Core Task Comparisons

Comparisons with papers in the same taxonomy category

Contribution Analysis

Detailed comparisons for each claimed contribution

Contribution

Training-free weight-matrix fingerprinting method for LLMs

The authors introduce a novel fingerprinting approach that operates directly on weight matrices without requiring additional training. This method leverages the Linear Assignment Problem and an unbiased Centered Kernel Alignment similarity metric to identify whether a suspect LLM is derived from an existing base model or trained from scratch.

Contribution

LAP-enhanced unbiased CKA similarity metric

The authors develop a robust similarity metric that combines the Linear Assignment Problem to extract permutation and signature matrices from word embeddings with an unbiased variant of Centered Kernel Alignment.
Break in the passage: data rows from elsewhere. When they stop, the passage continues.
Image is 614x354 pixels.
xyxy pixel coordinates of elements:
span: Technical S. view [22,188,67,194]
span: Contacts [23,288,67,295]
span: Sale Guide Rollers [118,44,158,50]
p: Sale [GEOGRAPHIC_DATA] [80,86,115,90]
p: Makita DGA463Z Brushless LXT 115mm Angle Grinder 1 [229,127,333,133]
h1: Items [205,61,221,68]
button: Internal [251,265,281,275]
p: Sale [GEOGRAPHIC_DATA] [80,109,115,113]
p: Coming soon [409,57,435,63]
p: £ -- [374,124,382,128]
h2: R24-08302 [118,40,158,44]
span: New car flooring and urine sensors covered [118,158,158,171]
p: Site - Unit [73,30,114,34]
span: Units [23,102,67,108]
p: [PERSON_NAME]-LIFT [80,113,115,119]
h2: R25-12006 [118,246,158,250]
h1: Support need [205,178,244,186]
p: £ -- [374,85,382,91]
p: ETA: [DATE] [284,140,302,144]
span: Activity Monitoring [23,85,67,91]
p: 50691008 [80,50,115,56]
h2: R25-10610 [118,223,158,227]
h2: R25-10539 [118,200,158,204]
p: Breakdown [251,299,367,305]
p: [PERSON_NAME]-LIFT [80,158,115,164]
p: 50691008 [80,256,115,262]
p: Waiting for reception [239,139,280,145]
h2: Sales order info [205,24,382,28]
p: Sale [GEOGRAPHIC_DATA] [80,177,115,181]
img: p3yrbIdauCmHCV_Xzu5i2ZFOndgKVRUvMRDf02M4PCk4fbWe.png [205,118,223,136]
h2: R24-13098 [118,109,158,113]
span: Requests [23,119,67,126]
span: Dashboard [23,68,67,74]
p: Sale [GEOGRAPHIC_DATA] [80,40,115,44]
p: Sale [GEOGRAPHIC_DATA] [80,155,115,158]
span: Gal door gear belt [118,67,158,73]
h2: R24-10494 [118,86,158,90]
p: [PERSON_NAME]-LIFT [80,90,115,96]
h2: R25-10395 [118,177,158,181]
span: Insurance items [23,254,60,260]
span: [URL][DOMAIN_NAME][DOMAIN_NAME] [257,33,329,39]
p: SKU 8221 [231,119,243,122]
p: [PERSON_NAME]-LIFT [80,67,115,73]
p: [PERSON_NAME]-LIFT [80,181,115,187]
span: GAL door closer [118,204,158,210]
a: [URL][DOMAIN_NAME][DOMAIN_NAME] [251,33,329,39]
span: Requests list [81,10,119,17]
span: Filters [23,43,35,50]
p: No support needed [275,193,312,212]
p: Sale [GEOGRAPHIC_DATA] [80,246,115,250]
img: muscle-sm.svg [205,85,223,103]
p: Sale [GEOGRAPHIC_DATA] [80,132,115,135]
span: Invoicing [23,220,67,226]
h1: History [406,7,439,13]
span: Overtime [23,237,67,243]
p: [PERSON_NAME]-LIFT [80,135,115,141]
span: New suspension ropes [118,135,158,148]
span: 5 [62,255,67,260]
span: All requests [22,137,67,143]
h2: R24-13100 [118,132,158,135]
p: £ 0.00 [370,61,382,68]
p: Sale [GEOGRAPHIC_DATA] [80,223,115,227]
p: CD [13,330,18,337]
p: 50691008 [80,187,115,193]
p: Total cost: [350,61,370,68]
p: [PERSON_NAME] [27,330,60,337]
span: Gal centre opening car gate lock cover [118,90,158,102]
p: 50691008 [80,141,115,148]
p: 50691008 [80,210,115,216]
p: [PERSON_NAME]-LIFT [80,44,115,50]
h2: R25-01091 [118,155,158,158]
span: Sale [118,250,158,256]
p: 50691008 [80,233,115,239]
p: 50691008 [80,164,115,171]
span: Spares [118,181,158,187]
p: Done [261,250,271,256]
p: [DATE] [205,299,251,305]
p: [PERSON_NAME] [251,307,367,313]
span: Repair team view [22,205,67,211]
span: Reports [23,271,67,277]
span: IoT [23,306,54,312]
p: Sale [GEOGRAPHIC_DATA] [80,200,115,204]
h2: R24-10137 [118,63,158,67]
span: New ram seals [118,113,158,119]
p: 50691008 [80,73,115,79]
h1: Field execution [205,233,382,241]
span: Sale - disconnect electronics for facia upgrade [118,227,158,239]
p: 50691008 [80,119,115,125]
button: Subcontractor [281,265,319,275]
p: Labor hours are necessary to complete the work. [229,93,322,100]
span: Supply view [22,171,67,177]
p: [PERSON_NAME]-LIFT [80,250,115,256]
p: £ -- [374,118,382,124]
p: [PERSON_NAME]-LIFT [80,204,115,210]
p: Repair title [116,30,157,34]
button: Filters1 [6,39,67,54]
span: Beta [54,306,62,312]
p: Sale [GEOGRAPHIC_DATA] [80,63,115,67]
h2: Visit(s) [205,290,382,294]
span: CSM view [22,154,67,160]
This metric is designed to be invariant to various weight manipulations including scaling, permutation, pruning, and rotation.

Contribution

Comprehensive robustness against six post-training categories

The authors establish that their method maintains perfect classification performance across six challenging post-training scenarios: supervised fine-tuning, extensive continued pretraining, reinforcement learning, multi-modal extension, pruning, and upcycling. This is validated on a testbed of 60 positive and 90 negative model pairs with perfect AUC scores.